The US and Lebanon’s trilateral trap
BEIRUT — The United States is intensifying pressure on Lebanon to abandon the existing military “mechanism” overseeing the southern front and move instead toward a Washington-sponsored trilateral committee that would pave the way for political-security arrangements with Israel.
Meanwhile, a U.S. source told Al Hadath Saudi channel that the ceasefire agreement and UN Resolution 1701 are no longer capable of delivering the security Israel seeks along the border, a position supported by Washington.
He added that the Lebanese should stop overemphasizing the Armistice Agreement, because what is required is a Lebanese–Israeli security agreement. There is no need for the mechanism as a negotiating framework involving an unhelpful French–UN partnership. What is needed instead is high-level political negotiations, following the Syrian model, under US sponsorship, leading to an agreement that guarantees the creation of a buffer security zone along the border—one that Washington would later transform into an economic zone.
This shift—quietly but firmly advanced by American officials—marks a qualitative escalation: from monitoring ceasefire violations to imposing a negotiating framework that elevates civilian and ministerial representation and reframes the conflict as a technical problem to be managed, rather than an occupation to be confronted.
The timing is telling; as legal summons were issued against pro-Resistance journalists who criticized President Joseph Aoun’s recent remarks to the diplomatic corps—remarks widely viewed as dismissive of the Resistance and its social base—political life otherwise slowed, save for an “urgent” visit by Speaker Nabih Berri to the presidential castle.
While the precise trigger of that meeting remains opaque, one fact is unmistakable: the presidency’s rift is no longer primarily with Hezbollah, which had sought to keep channels open over the past year, but with the people of the Resistance—who now see a widening gap between rhetoric about sovereignty and the lived reality of exposure and neglect.
Against this backdrop, the U.S. proposal to raise the level of talks—from a military mechanism to a trilateral, politically anchored committee—has gained traction in official circles.
Washington and Tel Aviv are pressing for ministerial participation, a move Prime Minister Nawaf Salam appears ready to accept, while President Aoun reportedly hesitates.
Paris, sidelined from southern oversight, is maneuvering to reinsert itself via a March 5 international conference to support the Lebanese army, preceded by Army Commander Gen. Rodolphe Haykal’s visit to Washington and a preparatory meeting in Qatar.
Supporters frame this as pragmatic diplomacy; critics see conditionality. There are mounting fears that U.S. assistance will be tied to compliance with demands—chief among them accelerating weapons restrictions north of the Litani.
The record of the past year offers little reassurance: Washington has consistently aligned with Israel’s preferences, from enforcement disputes to the interpretation of ceasefire terms. Hints of American “concern” have changed nothing on the ground.
The pressure goes beyond disarmament. US officials increasingly question the utility of UNIFIL and the military mechanism itself, arguing that a broad military framework is unnecessary if American officers can directly coordinate between Israeli and Lebanese counterparts.
In practice, this would hollow out international mediation and fast-track political talks under US sponsorship—outside Naqoura, in a venue chosen precisely because the file is no longer treated as technical but decisively political. American officials openly cite the “Syrian experience” as a model.
What is being prepared is not merely a new committee, but a new reality. Decision 1701 is treated as passé; the 1949 Armistice as obsolete. Even the infamous May 17 agreement is no longer the benchmark.
Instead, Lebanon is being nudged toward an “interim” security deal with a political frame, with normalization deferred to later stages. The immediate ask, however, is stark: a de facto declaration that Israel is no longer an enemy.
From there, the logic follows—reclassifying resistance as illegitimate, criminalizing its networks, and opening the door to a second phase of disarmament.
Domestically, a faction increasingly embraces this course, animated by a fatalism that casts defiance of Washington—especially under Donald Trump—as politically suicidal.
Trump’s recent remark in Davos that the United States would “do something” about Hezbollah, devoid of details, only amplified the threat environment. Israeli readiness levels have risen accordingly, amid speculation about regional escalation involving Iran.
The paradox is painful. As southern residents assess the wreckage of their homes after renewed Israeli strikes, the Lebanese state signals deeper accommodation—announcing openness to civilian participation in a mechanism Washington and Tel Aviv have already undermined.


■ **ACTIVITY**
A word-for-word copy of the listing is required, and it must contain no pictures.
>>
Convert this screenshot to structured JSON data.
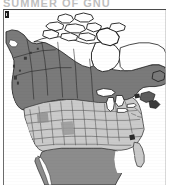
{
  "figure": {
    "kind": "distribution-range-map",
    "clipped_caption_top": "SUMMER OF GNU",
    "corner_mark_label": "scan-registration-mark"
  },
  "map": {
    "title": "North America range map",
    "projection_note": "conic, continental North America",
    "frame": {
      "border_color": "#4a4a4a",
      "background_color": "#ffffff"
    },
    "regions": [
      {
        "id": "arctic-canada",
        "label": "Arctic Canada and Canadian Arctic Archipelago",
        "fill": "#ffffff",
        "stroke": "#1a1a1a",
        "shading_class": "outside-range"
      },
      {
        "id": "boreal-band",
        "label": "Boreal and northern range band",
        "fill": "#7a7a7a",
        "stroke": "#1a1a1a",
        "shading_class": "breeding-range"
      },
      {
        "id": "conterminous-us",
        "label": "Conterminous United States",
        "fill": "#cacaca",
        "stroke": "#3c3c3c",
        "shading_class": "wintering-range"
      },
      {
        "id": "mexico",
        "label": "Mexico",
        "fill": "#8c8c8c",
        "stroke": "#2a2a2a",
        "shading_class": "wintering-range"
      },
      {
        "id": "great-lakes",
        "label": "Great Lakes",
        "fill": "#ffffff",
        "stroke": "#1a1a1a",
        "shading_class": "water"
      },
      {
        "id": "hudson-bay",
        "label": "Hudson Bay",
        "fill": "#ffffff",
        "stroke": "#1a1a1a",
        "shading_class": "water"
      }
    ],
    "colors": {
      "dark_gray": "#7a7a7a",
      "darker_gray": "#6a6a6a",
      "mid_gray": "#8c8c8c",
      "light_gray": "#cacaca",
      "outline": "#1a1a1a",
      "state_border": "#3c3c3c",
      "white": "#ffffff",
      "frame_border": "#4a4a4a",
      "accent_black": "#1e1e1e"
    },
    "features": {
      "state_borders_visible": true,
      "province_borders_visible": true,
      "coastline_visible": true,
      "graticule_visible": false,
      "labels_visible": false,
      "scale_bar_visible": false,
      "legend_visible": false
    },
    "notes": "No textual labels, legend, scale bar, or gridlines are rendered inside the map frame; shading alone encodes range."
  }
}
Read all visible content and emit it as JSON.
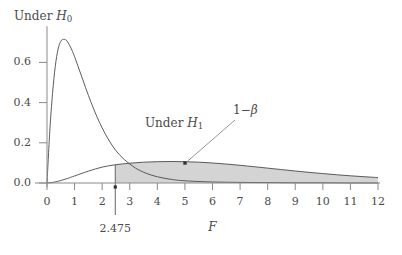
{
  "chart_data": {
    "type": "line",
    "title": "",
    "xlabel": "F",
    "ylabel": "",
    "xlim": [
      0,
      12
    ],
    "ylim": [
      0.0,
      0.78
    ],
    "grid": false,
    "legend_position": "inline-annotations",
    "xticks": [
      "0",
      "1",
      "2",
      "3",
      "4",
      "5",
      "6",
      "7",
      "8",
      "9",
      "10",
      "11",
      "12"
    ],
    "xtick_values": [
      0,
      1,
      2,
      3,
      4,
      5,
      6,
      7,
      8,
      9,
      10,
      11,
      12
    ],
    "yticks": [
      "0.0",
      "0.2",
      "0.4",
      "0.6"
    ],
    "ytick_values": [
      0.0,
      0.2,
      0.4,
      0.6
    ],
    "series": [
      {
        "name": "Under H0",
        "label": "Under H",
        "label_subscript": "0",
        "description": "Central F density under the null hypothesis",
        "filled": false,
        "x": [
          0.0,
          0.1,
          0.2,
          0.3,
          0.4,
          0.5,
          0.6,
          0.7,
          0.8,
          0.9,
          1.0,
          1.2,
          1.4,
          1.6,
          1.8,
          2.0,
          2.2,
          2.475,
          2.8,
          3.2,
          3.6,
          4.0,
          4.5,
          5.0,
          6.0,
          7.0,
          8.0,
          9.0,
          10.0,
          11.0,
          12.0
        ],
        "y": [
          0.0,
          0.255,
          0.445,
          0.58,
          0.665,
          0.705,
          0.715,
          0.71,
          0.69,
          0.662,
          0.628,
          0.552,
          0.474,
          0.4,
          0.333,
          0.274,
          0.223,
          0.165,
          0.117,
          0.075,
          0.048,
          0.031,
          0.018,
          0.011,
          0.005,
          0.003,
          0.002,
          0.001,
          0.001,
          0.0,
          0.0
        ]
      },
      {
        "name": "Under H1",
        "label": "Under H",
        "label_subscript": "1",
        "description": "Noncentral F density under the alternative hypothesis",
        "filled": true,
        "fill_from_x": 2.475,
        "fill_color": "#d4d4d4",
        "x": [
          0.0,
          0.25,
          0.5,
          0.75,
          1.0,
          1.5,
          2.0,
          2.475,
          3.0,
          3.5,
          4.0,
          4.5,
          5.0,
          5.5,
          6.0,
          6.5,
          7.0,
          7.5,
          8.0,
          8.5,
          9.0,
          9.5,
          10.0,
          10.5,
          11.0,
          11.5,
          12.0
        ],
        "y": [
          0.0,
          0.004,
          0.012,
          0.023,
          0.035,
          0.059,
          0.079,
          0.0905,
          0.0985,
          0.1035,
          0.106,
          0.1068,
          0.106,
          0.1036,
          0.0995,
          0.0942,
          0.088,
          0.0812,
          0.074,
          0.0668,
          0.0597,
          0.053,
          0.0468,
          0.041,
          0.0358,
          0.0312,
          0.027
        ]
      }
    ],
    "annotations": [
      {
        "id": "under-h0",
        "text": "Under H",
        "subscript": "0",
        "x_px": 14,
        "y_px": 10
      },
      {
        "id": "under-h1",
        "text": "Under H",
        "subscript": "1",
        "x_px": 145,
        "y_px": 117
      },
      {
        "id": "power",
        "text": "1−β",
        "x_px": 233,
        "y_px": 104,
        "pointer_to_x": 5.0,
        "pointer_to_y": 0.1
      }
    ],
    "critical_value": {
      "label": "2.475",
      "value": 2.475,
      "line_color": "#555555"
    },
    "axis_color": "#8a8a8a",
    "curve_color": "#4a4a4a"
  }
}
<<
■ **OUTPUT OF THE TASK**
Convert this screenshot to structured JSON data.
{
  "figure": {
    "kind": "distribution-range-map",
    "clipped_caption_top": "SUMMER OF GNU",
    "corner_mark_label": "scan-registration-mark"
  },
  "map": {
    "title": "North America range map",
    "projection_note": "conic, continental North America",
    "frame": {
      "border_color": "#4a4a4a",
      "background_color": "#ffffff"
    },
    "regions": [
      {
        "id": "arctic-canada",
        "label": "Arctic Canada and Canadian Arctic Archipelago",
        "fill": "#ffffff",
        "stroke": "#1a1a1a",
        "shading_class": "outside-range"
      },
      {
        "id": "boreal-band",
        "label": "Boreal and northern range band",
        "fill": "#7a7a7a",
        "stroke": "#1a1a1a",
        "shading_class": "breeding-range"
      },
      {
        "id": "conterminous-us",
        "label": "Conterminous United States",
        "fill": "#cacaca",
        "stroke": "#3c3c3c",
        "shading_class": "wintering-range"
      },
      {
        "id": "mexico",
        "label": "Mexico",
        "fill": "#8c8c8c",
        "stroke": "#2a2a2a",
        "shading_class": "wintering-range"
      },
      {
        "id": "great-lakes",
        "label": "Great Lakes",
        "fill": "#ffffff",
        "stroke": "#1a1a1a",
        "shading_class": "water"
      },
      {
        "id": "hudson-bay",
        "label": "Hudson Bay",
        "fill": "#ffffff",
        "stroke": "#1a1a1a",
        "shading_class": "water"
      }
    ],
    "colors": {
      "dark_gray": "#7a7a7a",
      "darker_gray": "#6a6a6a",
      "mid_gray": "#8c8c8c",
      "light_gray": "#cacaca",
      "outline": "#1a1a1a",
      "state_border": "#3c3c3c",
      "white": "#ffffff",
      "frame_border": "#4a4a4a",
      "accent_black": "#1e1e1e"
    },
    "features": {
      "state_borders_visible": true,
      "province_borders_visible": true,
      "coastline_visible": true,
      "graticule_visible": false,
      "labels_visible": false,
      "scale_bar_visible": false,
      "legend_visible": false
    },
    "notes": "No textual labels, legend, scale bar, or gridlines are rendered inside the map frame; shading alone encodes range."
  }
}
Read all visible content and emit it as JSON.
{
  "chart_data": {
    "type": "line",
    "title": "",
    "xlabel": "F",
    "ylabel": "",
    "xlim": [
      0,
      12
    ],
    "ylim": [
      0.0,
      0.78
    ],
    "grid": false,
    "legend_position": "inline-annotations",
    "xticks": [
      "0",
      "1",
      "2",
      "3",
      "4",
      "5",
      "6",
      "7",
      "8",
      "9",
      "10",
      "11",
      "12"
    ],
    "xtick_values": [
      0,
      1,
      2,
      3,
      4,
      5,
      6,
      7,
      8,
      9,
      10,
      11,
      12
    ],
    "yticks": [
      "0.0",
      "0.2",
      "0.4",
      "0.6"
    ],
    "ytick_values": [
      0.0,
      0.2,
      0.4,
      0.6
    ],
    "series": [
      {
        "name": "Under H0",
        "label": "Under H",
        "label_subscript": "0",
        "description": "Central F density under the null hypothesis",
        "filled": false,
        "x": [
          0.0,
          0.1,
          0.2,
          0.3,
          0.4,
          0.5,
          0.6,
          0.7,
          0.8,
          0.9,
          1.0,
          1.2,
          1.4,
          1.6,
          1.8,
          2.0,
          2.2,
          2.475,
          2.8,
          3.2,
          3.6,
          4.0,
          4.5,
          5.0,
          6.0,
          7.0,
          8.0,
          9.0,
          10.0,
          11.0,
          12.0
        ],
        "y": [
          0.0,
          0.255,
          0.445,
          0.58,
          0.665,
          0.705,
          0.715,
          0.71,
          0.69,
          0.662,
          0.628,
          0.552,
          0.474,
          0.4,
          0.333,
          0.274,
          0.223,
          0.165,
          0.117,
          0.075,
          0.048,
          0.031,
          0.018,
          0.011,
          0.005,
          0.003,
          0.002,
          0.001,
          0.001,
          0.0,
          0.0
        ]
      },
      {
        "name": "Under H1",
        "label": "Under H",
        "label_subscript": "1",
        "description": "Noncentral F density under the alternative hypothesis",
        "filled": true,
        "fill_from_x": 2.475,
        "fill_color": "#d4d4d4",
        "x": [
          0.0,
          0.25,
          0.5,
          0.75,
          1.0,
          1.5,
          2.0,
          2.475,
          3.0,
          3.5,
          4.0,
          4.5,
          5.0,
          5.5,
          6.0,
          6.5,
          7.0,
          7.5,
          8.0,
          8.5,
          9.0,
          9.5,
          10.0,
          10.5,
          11.0,
          11.5,
          12.0
        ],
        "y": [
          0.0,
          0.004,
          0.012,
          0.023,
          0.035,
          0.059,
          0.079,
          0.0905,
          0.0985,
          0.1035,
          0.106,
          0.1068,
          0.106,
          0.1036,
          0.0995,
          0.0942,
          0.088,
          0.0812,
          0.074,
          0.0668,
          0.0597,
          0.053,
          0.0468,
          0.041,
          0.0358,
          0.0312,
          0.027
        ]
      }
    ],
    "annotations": [
      {
        "id": "under-h0",
        "text": "Under H",
        "subscript": "0",
        "x_px": 14,
        "y_px": 10
      },
      {
        "id": "under-h1",
        "text": "Under H",
        "subscript": "1",
        "x_px": 145,
        "y_px": 117
      },
      {
        "id": "power",
        "text": "1−β",
        "x_px": 233,
        "y_px": 104,
        "pointer_to_x": 5.0,
        "pointer_to_y": 0.1
      }
    ],
    "critical_value": {
      "label": "2.475",
      "value": 2.475,
      "line_color": "#555555"
    },
    "axis_color": "#8a8a8a",
    "curve_color": "#4a4a4a"
  }
}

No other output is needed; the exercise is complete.